• Assignment: Could you retype exactly the lines below between the one holding "At what (x,y)" and the one holding "Task: Click on the add-page-dropdown: ▾", inclusive, leaving out any pictures?

• Data to examine:
○ ○ ○
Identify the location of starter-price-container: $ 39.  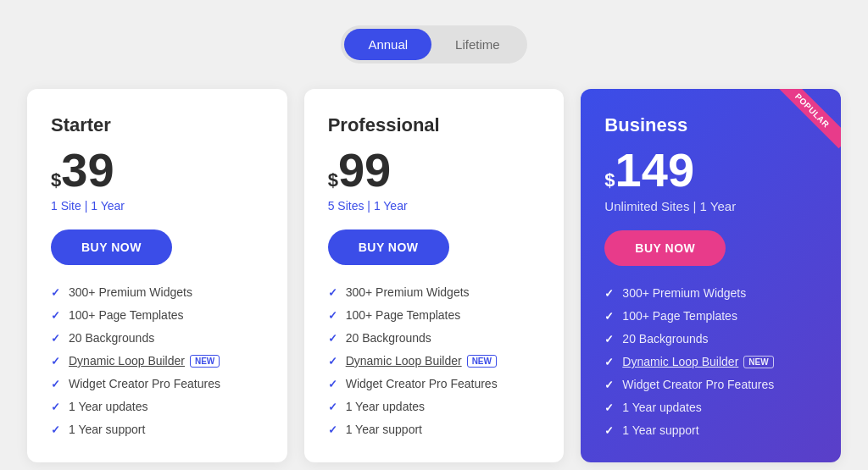
(158, 170).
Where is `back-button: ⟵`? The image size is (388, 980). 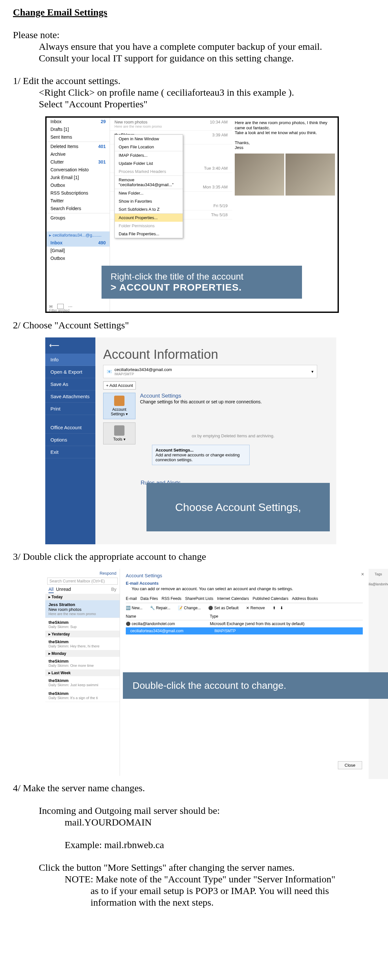
back-button: ⟵ is located at coordinates (70, 345).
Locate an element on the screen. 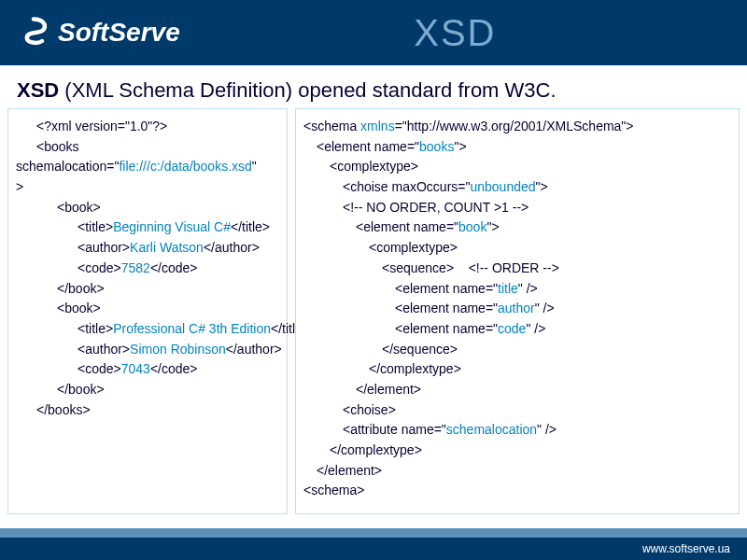 This screenshot has width=747, height=560. logo-icon is located at coordinates (34, 33).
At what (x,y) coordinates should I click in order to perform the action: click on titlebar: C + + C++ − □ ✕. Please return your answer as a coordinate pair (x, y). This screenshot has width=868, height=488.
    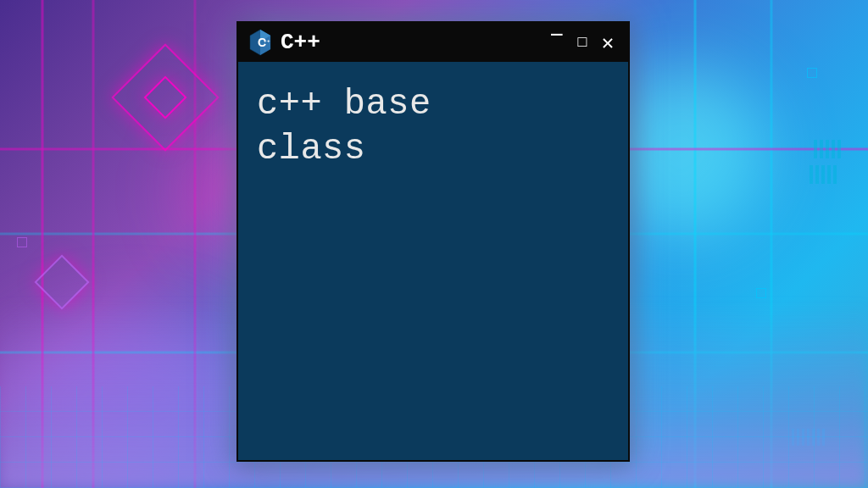
    Looking at the image, I should click on (433, 42).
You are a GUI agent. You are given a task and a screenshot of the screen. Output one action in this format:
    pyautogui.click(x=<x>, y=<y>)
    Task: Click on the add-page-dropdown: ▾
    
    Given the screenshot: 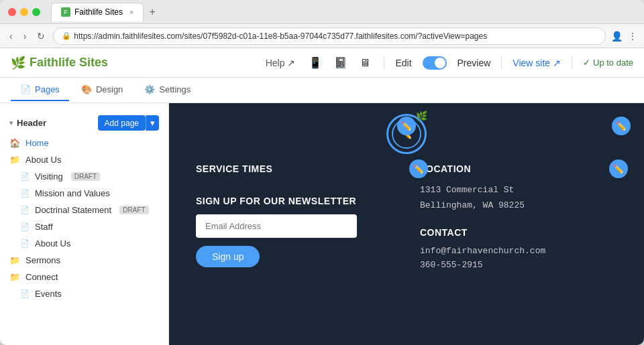 What is the action you would take?
    pyautogui.click(x=152, y=123)
    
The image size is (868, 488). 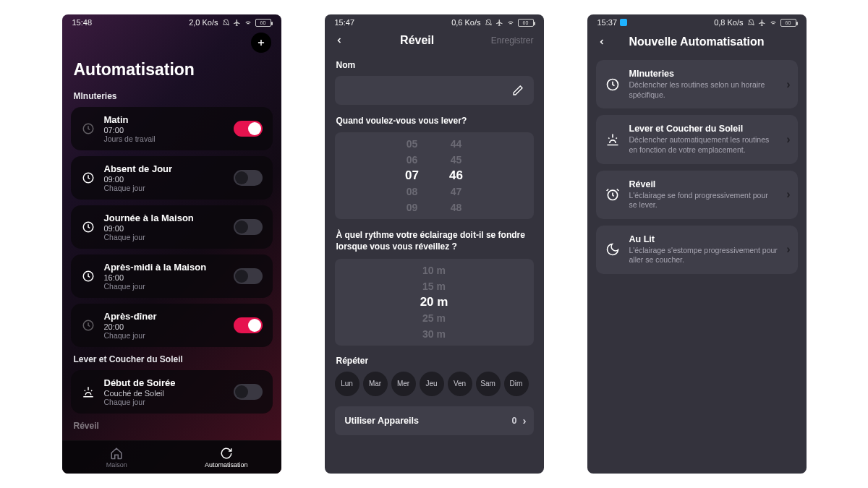 I want to click on option-timers: MInuteries Déclencher les routines selon…, so click(x=697, y=84).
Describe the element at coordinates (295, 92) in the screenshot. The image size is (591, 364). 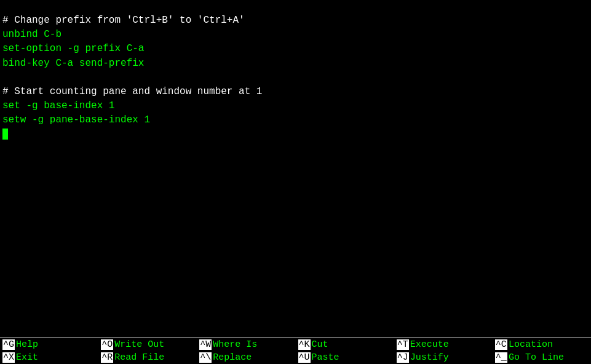
I see `editor-line: # Start counting pane and window number …` at that location.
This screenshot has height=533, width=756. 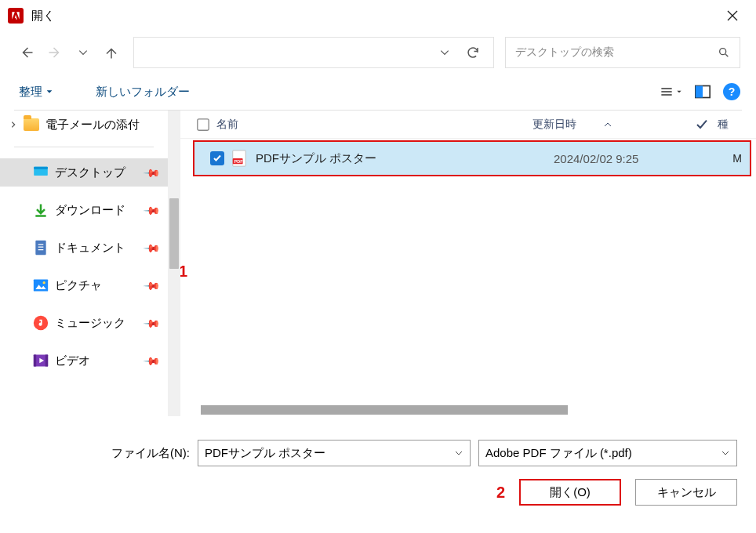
○ ○ ○
• Solution:
At what (x,y) coordinates should I click in order to perform the action: click on titlebar: C + + C++ − □ ✕. Please return your answer as a coordinate pair (x, y). This screenshot has width=868, height=488.
    Looking at the image, I should click on (433, 42).
You are a GUI agent. You are given a task and a screenshot of the screen. Output one action in this format:
    pyautogui.click(x=<x>, y=<y>)
    Task: Click on the add-page-dropdown: ▾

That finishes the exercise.